CACP recommends MSP for 23 crops: 7 cereals (paddy, wheat, maize, bajra, jowar, ragi, barley), 5 pulses (gram, tur/arhar, moong, urad, lentil), 7 oilseeds (groundnut, rapeseed-mustard, soybean, sunflower, sesamum, safflower, nigerseed) and 4 commercial crops (copra, raw cotton, raw jute and de-husked coconut). Sugarcane is covered separately by the Fair and Remunerative Price (FRP) under the Sugarcane (Control) Order, 1966 — the only statutorily-backed support price.
How MSP is computed
CACP weighs several cost concepts: A2 (paid-out costs — seed, fertiliser, fuel, hired labour), A2+FL (A2 plus imputed value of family labour), and C2 (comprehensive cost including rental value of owned land and interest on fixed capital). The M.S. Swaminathan-led National Commission on Farmers (2004-06) recommended MSP at C2 + 50%. The Union Budget 2018-19 announced MSP at at least 1.5 times the A2+FL cost — a politically significant but methodologically weaker benchmark than C2+50%, a distinction examiners probe.
Procurement and its skew
MSP becomes effective only through procurement by the Food Corporation of India (FCI) and state agencies. Procurement is heavily skewed: paddy and wheat dominate, and Punjab, Haryana, Madhya Pradesh and Chhattisgarh capture a disproportionate share. The Shanta Kumar Committee (2015) found that only about 6% of farmers actually sell at MSP, exposing the gap between announced support and realised benefit. The same committee recommended reorienting FCI, deploying cash transfers and trimming the National Food Security Act coverage from 67% to 40%.

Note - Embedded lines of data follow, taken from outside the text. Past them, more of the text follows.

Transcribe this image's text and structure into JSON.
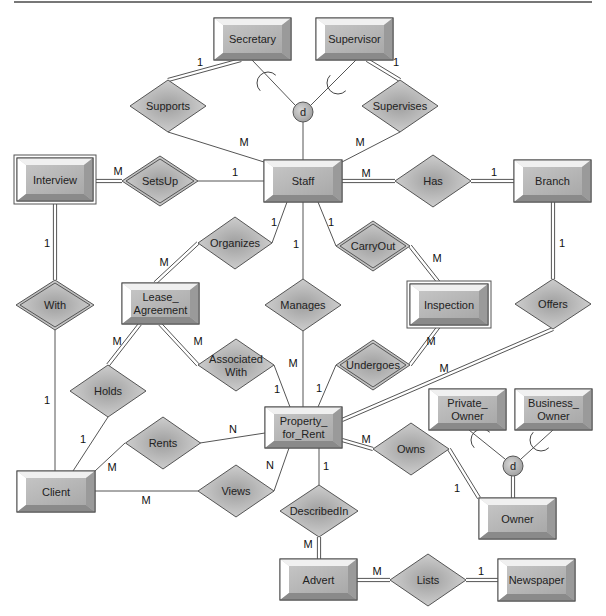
{
  "diagram": {
    "type": "ER diagram",
    "colors": {
      "entity_face": "#b9b9b9",
      "entity_light": "#f2f2f2",
      "entity_dark": "#8c8c8c",
      "rel_fill": "#bdbdbd",
      "line": "#555555",
      "text": "#222222"
    },
    "entities": [
      {
        "id": "secretary",
        "label": [
          "Secretary"
        ],
        "x": 214,
        "y": 18,
        "w": 77,
        "h": 42,
        "weak": false
      },
      {
        "id": "supervisor",
        "label": [
          "Supervisor"
        ],
        "x": 316,
        "y": 18,
        "w": 77,
        "h": 42,
        "weak": false
      },
      {
        "id": "interview",
        "label": [
          "Interview"
        ],
        "x": 17,
        "y": 158,
        "w": 76,
        "h": 43,
        "weak": true
      },
      {
        "id": "staff",
        "label": [
          "Staff"
        ],
        "x": 264,
        "y": 160,
        "w": 78,
        "h": 42,
        "weak": false
      },
      {
        "id": "branch",
        "label": [
          "Branch"
        ],
        "x": 514,
        "y": 160,
        "w": 77,
        "h": 42,
        "weak": false
      },
      {
        "id": "lease_agreement",
        "label": [
          "Lease_",
          "Agreement"
        ],
        "x": 122,
        "y": 283,
        "w": 77,
        "h": 41,
        "weak": false
      },
      {
        "id": "inspection",
        "label": [
          "Inspection"
        ],
        "x": 410,
        "y": 284,
        "w": 78,
        "h": 41,
        "weak": true
      },
      {
        "id": "property_for_rent",
        "label": [
          "Property_",
          "for_Rent"
        ],
        "x": 265,
        "y": 407,
        "w": 77,
        "h": 41,
        "weak": false
      },
      {
        "id": "private_owner",
        "label": [
          "Private_",
          "Owner"
        ],
        "x": 429,
        "y": 389,
        "w": 77,
        "h": 41,
        "weak": false
      },
      {
        "id": "business_owner",
        "label": [
          "Business_",
          "Owner"
        ],
        "x": 515,
        "y": 389,
        "w": 77,
        "h": 41,
        "weak": false
      },
      {
        "id": "client",
        "label": [
          "Client"
        ],
        "x": 17,
        "y": 471,
        "w": 78,
        "h": 41,
        "weak": false
      },
      {
        "id": "owner",
        "label": [
          "Owner"
        ],
        "x": 479,
        "y": 498,
        "w": 77,
        "h": 41,
        "weak": false
      },
      {
        "id": "advert",
        "label": [
          "Advert"
        ],
        "x": 280,
        "y": 559,
        "w": 77,
        "h": 41,
        "weak": false
      },
      {
        "id": "newspaper",
        "label": [
          "Newspaper"
        ],
        "x": 498,
        "y": 559,
        "w": 77,
        "h": 42,
        "weak": false
      }
    ],
    "relationships": [
      {
        "id": "supports",
        "label": [
          "Supports"
        ],
        "cx": 168,
        "cy": 106,
        "w": 76,
        "h": 52,
        "identifying": false
      },
      {
        "id": "supervises",
        "label": [
          "Supervises"
        ],
        "cx": 400,
        "cy": 106,
        "w": 76,
        "h": 52,
        "identifying": false
      },
      {
        "id": "setsup",
        "label": [
          "SetsUp"
        ],
        "cx": 160,
        "cy": 181,
        "w": 76,
        "h": 50,
        "identifying": true
      },
      {
        "id": "has",
        "label": [
          "Has"
        ],
        "cx": 433,
        "cy": 181,
        "w": 76,
        "h": 52,
        "identifying": false
      },
      {
        "id": "organizes",
        "label": [
          "Organizes"
        ],
        "cx": 235,
        "cy": 243,
        "w": 74,
        "h": 52,
        "identifying": false
      },
      {
        "id": "carryout",
        "label": [
          "CarryOut"
        ],
        "cx": 373,
        "cy": 246,
        "w": 74,
        "h": 50,
        "identifying": true
      },
      {
        "id": "with",
        "label": [
          "With"
        ],
        "cx": 55,
        "cy": 305,
        "w": 78,
        "h": 50,
        "identifying": true
      },
      {
        "id": "manages",
        "label": [
          "Manages"
        ],
        "cx": 303,
        "cy": 305,
        "w": 76,
        "h": 52,
        "identifying": false
      },
      {
        "id": "offers",
        "label": [
          "Offers"
        ],
        "cx": 553,
        "cy": 304,
        "w": 76,
        "h": 50,
        "identifying": false
      },
      {
        "id": "associated_with",
        "label": [
          "Associated",
          "With"
        ],
        "cx": 236,
        "cy": 365,
        "w": 76,
        "h": 52,
        "identifying": false
      },
      {
        "id": "undergoes",
        "label": [
          "Undergoes"
        ],
        "cx": 373,
        "cy": 365,
        "w": 74,
        "h": 50,
        "identifying": true
      },
      {
        "id": "holds",
        "label": [
          "Holds"
        ],
        "cx": 108,
        "cy": 391,
        "w": 76,
        "h": 52,
        "identifying": false
      },
      {
        "id": "rents",
        "label": [
          "Rents"
        ],
        "cx": 163,
        "cy": 443,
        "w": 75,
        "h": 52,
        "identifying": false
      },
      {
        "id": "owns",
        "label": [
          "Owns"
        ],
        "cx": 411,
        "cy": 449,
        "w": 76,
        "h": 52,
        "identifying": false
      },
      {
        "id": "views",
        "label": [
          "Views"
        ],
        "cx": 236,
        "cy": 491,
        "w": 76,
        "h": 52,
        "identifying": false
      },
      {
        "id": "describedin",
        "label": [
          "DescribedIn"
        ],
        "cx": 319,
        "cy": 511,
        "w": 78,
        "h": 52,
        "identifying": false
      },
      {
        "id": "lists",
        "label": [
          "Lists"
        ],
        "cx": 428,
        "cy": 580,
        "w": 76,
        "h": 52,
        "identifying": false
      }
    ],
    "specializations": [
      {
        "id": "staff_disjoint",
        "label": "d",
        "cx": 303,
        "cy": 112,
        "r": 10
      },
      {
        "id": "owner_disjoint",
        "label": "d",
        "cx": 513,
        "cy": 466,
        "r": 10
      }
    ],
    "connections": [
      {
        "from": [
          241,
          60
        ],
        "to": [
          168,
          80
        ],
        "double": true,
        "card": "1",
        "cp": [
          200,
          62
        ]
      },
      {
        "from": [
          168,
          132
        ],
        "to": [
          264,
          162
        ],
        "double": false,
        "card": "M",
        "cp": [
          244,
          142
        ]
      },
      {
        "from": [
          367,
          60
        ],
        "to": [
          400,
          80
        ],
        "double": true,
        "card": "1",
        "cp": [
          396,
          62
        ]
      },
      {
        "from": [
          400,
          132
        ],
        "to": [
          342,
          162
        ],
        "double": false,
        "card": "M",
        "cp": [
          360,
          142
        ]
      },
      {
        "from": [
          252,
          60
        ],
        "to": [
          295,
          105
        ],
        "double": false,
        "card": "",
        "cp": [
          0,
          0
        ]
      },
      {
        "from": [
          356,
          60
        ],
        "to": [
          311,
          105
        ],
        "double": false,
        "card": "",
        "cp": [
          0,
          0
        ]
      },
      {
        "from": [
          303,
          122
        ],
        "to": [
          303,
          160
        ],
        "double": false,
        "card": "",
        "cp": [
          0,
          0
        ]
      },
      {
        "from": [
          93,
          181
        ],
        "to": [
          122,
          181
        ],
        "double": true,
        "card": "M",
        "cp": [
          118,
          171
        ]
      },
      {
        "from": [
          198,
          181
        ],
        "to": [
          264,
          181
        ],
        "double": false,
        "card": "1",
        "cp": [
          235,
          172
        ]
      },
      {
        "from": [
          342,
          181
        ],
        "to": [
          395,
          181
        ],
        "double": true,
        "card": "M",
        "cp": [
          366,
          173
        ]
      },
      {
        "from": [
          471,
          181
        ],
        "to": [
          514,
          181
        ],
        "double": true,
        "card": "1",
        "cp": [
          494,
          172
        ]
      },
      {
        "from": [
          55,
          201
        ],
        "to": [
          55,
          280
        ],
        "double": true,
        "card": "1",
        "cp": [
          47,
          243
        ]
      },
      {
        "from": [
          55,
          330
        ],
        "to": [
          55,
          471
        ],
        "double": false,
        "card": "1",
        "cp": [
          47,
          400
        ]
      },
      {
        "from": [
          287,
          202
        ],
        "to": [
          272,
          243
        ],
        "double": false,
        "card": "1",
        "cp": [
          274,
          222
        ]
      },
      {
        "from": [
          198,
          243
        ],
        "to": [
          155,
          283
        ],
        "double": true,
        "card": "M",
        "cp": [
          164,
          262
        ]
      },
      {
        "from": [
          303,
          202
        ],
        "to": [
          303,
          279
        ],
        "double": false,
        "card": "1",
        "cp": [
          296,
          244
        ]
      },
      {
        "from": [
          303,
          331
        ],
        "to": [
          303,
          407
        ],
        "double": false,
        "card": "M",
        "cp": [
          293,
          363
        ]
      },
      {
        "from": [
          318,
          202
        ],
        "to": [
          336,
          246
        ],
        "double": false,
        "card": "1",
        "cp": [
          331,
          222
        ]
      },
      {
        "from": [
          410,
          246
        ],
        "to": [
          440,
          284
        ],
        "double": true,
        "card": "M",
        "cp": [
          437,
          258
        ]
      },
      {
        "from": [
          553,
          202
        ],
        "to": [
          553,
          279
        ],
        "double": true,
        "card": "1",
        "cp": [
          562,
          243
        ]
      },
      {
        "from": [
          553,
          329
        ],
        "to": [
          342,
          420
        ],
        "double": true,
        "card": "M",
        "cp": [
          444,
          368
        ]
      },
      {
        "from": [
          160,
          324
        ],
        "to": [
          198,
          365
        ],
        "double": true,
        "card": "M",
        "cp": [
          198,
          341
        ]
      },
      {
        "from": [
          274,
          365
        ],
        "to": [
          290,
          407
        ],
        "double": false,
        "card": "1",
        "cp": [
          277,
          389
        ]
      },
      {
        "from": [
          440,
          325
        ],
        "to": [
          410,
          365
        ],
        "double": true,
        "card": "M",
        "cp": [
          431,
          341
        ]
      },
      {
        "from": [
          336,
          365
        ],
        "to": [
          318,
          407
        ],
        "double": false,
        "card": "1",
        "cp": [
          319,
          388
        ]
      },
      {
        "from": [
          140,
          324
        ],
        "to": [
          108,
          365
        ],
        "double": true,
        "card": "M",
        "cp": [
          117,
          341
        ]
      },
      {
        "from": [
          108,
          417
        ],
        "to": [
          73,
          471
        ],
        "double": false,
        "card": "1",
        "cp": [
          83,
          439
        ]
      },
      {
        "from": [
          125,
          443
        ],
        "to": [
          95,
          471
        ],
        "double": false,
        "card": "M",
        "cp": [
          112,
          467
        ]
      },
      {
        "from": [
          200,
          443
        ],
        "to": [
          265,
          433
        ],
        "double": false,
        "card": "N",
        "cp": [
          233,
          429
        ]
      },
      {
        "from": [
          95,
          491
        ],
        "to": [
          198,
          491
        ],
        "double": false,
        "card": "M",
        "cp": [
          146,
          500
        ]
      },
      {
        "from": [
          274,
          491
        ],
        "to": [
          289,
          448
        ],
        "double": false,
        "card": "N",
        "cp": [
          270,
          465
        ]
      },
      {
        "from": [
          319,
          448
        ],
        "to": [
          319,
          485
        ],
        "double": false,
        "card": "1",
        "cp": [
          326,
          466
        ]
      },
      {
        "from": [
          319,
          537
        ],
        "to": [
          319,
          559
        ],
        "double": true,
        "card": "M",
        "cp": [
          308,
          544
        ]
      },
      {
        "from": [
          342,
          440
        ],
        "to": [
          373,
          449
        ],
        "double": true,
        "card": "M",
        "cp": [
          366,
          439
        ]
      },
      {
        "from": [
          449,
          449
        ],
        "to": [
          479,
          498
        ],
        "double": true,
        "card": "1",
        "cp": [
          457,
          488
        ]
      },
      {
        "from": [
          469,
          430
        ],
        "to": [
          505,
          459
        ],
        "double": false,
        "card": "",
        "cp": [
          0,
          0
        ]
      },
      {
        "from": [
          553,
          430
        ],
        "to": [
          521,
          459
        ],
        "double": false,
        "card": "",
        "cp": [
          0,
          0
        ]
      },
      {
        "from": [
          513,
          476
        ],
        "to": [
          513,
          498
        ],
        "double": true,
        "card": "",
        "cp": [
          0,
          0
        ]
      },
      {
        "from": [
          357,
          580
        ],
        "to": [
          390,
          580
        ],
        "double": true,
        "card": "M",
        "cp": [
          377,
          571
        ]
      },
      {
        "from": [
          466,
          580
        ],
        "to": [
          498,
          580
        ],
        "double": true,
        "card": "1",
        "cp": [
          481,
          571
        ]
      }
    ],
    "subset_arcs": [
      {
        "cx": 268,
        "cy": 83,
        "a": 225
      },
      {
        "cx": 338,
        "cy": 83,
        "a": 315
      },
      {
        "cx": 482,
        "cy": 440,
        "a": 225
      },
      {
        "cx": 541,
        "cy": 440,
        "a": 315
      }
    ]
  }
}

This procurement skew drives second-order distortions: the water-intensive paddy-wheat cycle in north-west India, falling water tables, stubble burning, mounting FCI buffer stocks far above norms, and neglected pulses and oilseeds (sustaining India's edible-oil import dependence of over half of demand). The Decentralised Procurement Scheme (DCP) and the PM-AASHA umbrella (Price Support, Price Deficiency Payment and Private Procurement-Stockist pilots, 2018) attempt to widen MSP's reach beyond cereals. Retain these levers; they recur in Mains answers on reforming agricultural marketing.